GentleLimit
Mindful screen time for macOS without blocking apps
80 followers
Mindful screen time for macOS without blocking apps
80 followers
Hard blockers kill your flow. GentleLimit protects it. GentleLimit is a macOS app that helps you build mindful screen habits without blocking apps. Instead of interruptions, it keeps your usage visible through subtle signals and floating widgets in your peripheral view. Stay aware of how you spend time in distracting apps while keeping your focus intact. Private by design — all data stays on your Mac.







ActiveStat
minimalist phone: creating folders
This is really cool. I think that I saw something similar to @focusedOS
What kind of permissions do I need to give this tool, and what data leaves my computer?
Is there any pricing available?
ActiveStat
@busmark_w_nika Thanks, really appreciate it!
Great question! GentleLimit doesn’t require any invasive permissions. It only uses standard macOS APIs to track app usage locally, and everything stays on-device. No data leaves your computer.
Compared to tools like focusedOS, the idea here is to be more subtle. Instead of blocking aggressively, it gives you gentle, always visible feedback (widgets + overlays) so you can stay within limits without forcing it.
There is a 7-day free trial, and one-time purchase of $6.99 after that. Happy to hear your thoughts if you try it.
Gentle nudges over hard blocks is the right approach for adults. The 7-second breathing overlay for daily limits is a creative touch. Does the floating widget show time remaining or time spent? Big difference in how it affects behavior.
ActiveStat
@greythegyutae Appreciate the thoughtful question!
This is something I thought about quite a bit. Right now, the floating widget shows time remaining. The goal is to treat time as a finite daily resource, so it nudges more intentional decisions rather than just tracking usage passively.
That said, I can definitely see the value in time spent as a more reflective signal and I am exploring offering both modes as a settings toggle to match how different people think. Curious which one you would personally prefer?
I think the non-blocking approach is a refreshing take. How does GentleLimit define “mindful” interventions — are they timed prompts, intention-setting dialogs, or something else entirely?
ActiveStat
@dr_simon_wallace Thanks, really appreciate it!
The goal was to make it always visible but never intrusive so it fits into your day without needing effort. Happy to hear your thoughts if you end up trying it.
Most focus tools solve distraction with a harder wall. Block the app, set a timer, and lock yourself out. It works until it doesn't, and then it just adds friction without changing behavior.
GentleLimit takes a different angle. Making distraction visible without hijacking focus is a subtler intervention, and subtler often sticks longer. The floating widgets don't punish you; they just make the pattern harder to ignore. That's behavior design with a lighter touch.
The framing is worth leaning into: This isn't a screen time app; it's a flow preservation tool. One sounds like parental controls; the other sounds like something a power user would actually want. That positioning shift alone changes who feels like the right audience.
I'm curious whether the subtle signal approach holds up for heavy multitaskers or whether it needs more weight to cut through at that level.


## HOW TO COMPLETE THIS TASK:
Starting at the first entry below, repeat all the data word for word and drop the pictures.

## MATERIAL SUPPLIED:
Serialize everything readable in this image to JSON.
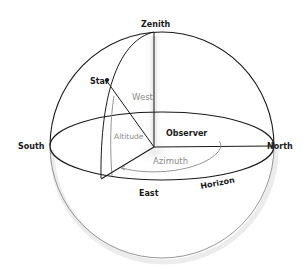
{
  "diagram": {
    "labels": {
      "zenith": "Zenith",
      "star": "Star",
      "west": "West",
      "south": "South",
      "north": "North",
      "east": "East",
      "altitude": "Altitude",
      "observer": "Observer",
      "azimuth": "Azimuth",
      "horizon": "Horizon"
    },
    "colors": {
      "line": "#1a1a1a",
      "muted_line": "#8a8a8a",
      "muted_text": "#8a8a8a",
      "shadow": "#d8d8d8"
    }
  }
}
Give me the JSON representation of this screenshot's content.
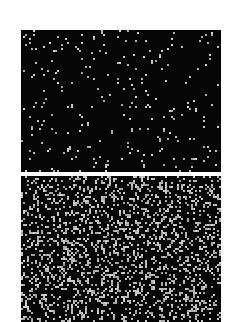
{
  "figure": {
    "background": "#ffffff",
    "panels": [
      {
        "id": "sparse",
        "background": "#050505",
        "dot_color": "#d8d8d8",
        "dot_size": 2,
        "dot_count": 260,
        "seed": 17
      },
      {
        "id": "dense",
        "background": "#050505",
        "dot_color": "#d0d0d0",
        "dot_size": 2,
        "dot_count": 2000,
        "seed": 91
      }
    ]
  }
}
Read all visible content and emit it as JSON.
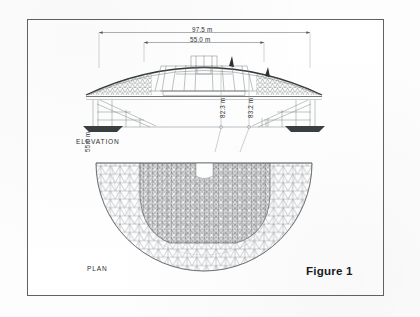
{
  "figure": {
    "caption": "Figure 1",
    "border_color": "#5e6366",
    "ink_color": "#2d3133",
    "page_background": "#ffffff"
  },
  "elevation": {
    "view_label": "ELEVATION",
    "dimensions": [
      {
        "name": "overall-span",
        "value": "97.5 m",
        "orientation": "horizontal"
      },
      {
        "name": "inner-span",
        "value": "55.0 m",
        "orientation": "horizontal"
      },
      {
        "name": "left-height",
        "value": "82.3 m",
        "orientation": "vertical"
      },
      {
        "name": "right-height",
        "value": "83.2 m",
        "orientation": "vertical"
      }
    ]
  },
  "plan": {
    "view_label": "PLAN",
    "radius_label": "55.0 m",
    "mesh_description": "triangulated semicircular lattice"
  }
}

## TASK ANSWER:
Serialize everything readable in this image to JSON.
{
  "diagram": {
    "labels": {
      "zenith": "Zenith",
      "star": "Star",
      "west": "West",
      "south": "South",
      "north": "North",
      "east": "East",
      "altitude": "Altitude",
      "observer": "Observer",
      "azimuth": "Azimuth",
      "horizon": "Horizon"
    },
    "colors": {
      "line": "#1a1a1a",
      "muted_line": "#8a8a8a",
      "muted_text": "#8a8a8a",
      "shadow": "#d8d8d8"
    }
  }
}
Give me the JSON representation of this screenshot's content.
{
  "figure": {
    "background": "#ffffff",
    "panels": [
      {
        "id": "sparse",
        "background": "#050505",
        "dot_color": "#d8d8d8",
        "dot_size": 2,
        "dot_count": 260,
        "seed": 17
      },
      {
        "id": "dense",
        "background": "#050505",
        "dot_color": "#d0d0d0",
        "dot_size": 2,
        "dot_count": 2000,
        "seed": 91
      }
    ]
  }
}
Read all visible content and emit it as JSON.
{
  "figure": {
    "caption": "Figure 1",
    "border_color": "#5e6366",
    "ink_color": "#2d3133",
    "page_background": "#ffffff"
  },
  "elevation": {
    "view_label": "ELEVATION",
    "dimensions": [
      {
        "name": "overall-span",
        "value": "97.5 m",
        "orientation": "horizontal"
      },
      {
        "name": "inner-span",
        "value": "55.0 m",
        "orientation": "horizontal"
      },
      {
        "name": "left-height",
        "value": "82.3 m",
        "orientation": "vertical"
      },
      {
        "name": "right-height",
        "value": "83.2 m",
        "orientation": "vertical"
      }
    ]
  },
  "plan": {
    "view_label": "PLAN",
    "radius_label": "55.0 m",
    "mesh_description": "triangulated semicircular lattice"
  }
}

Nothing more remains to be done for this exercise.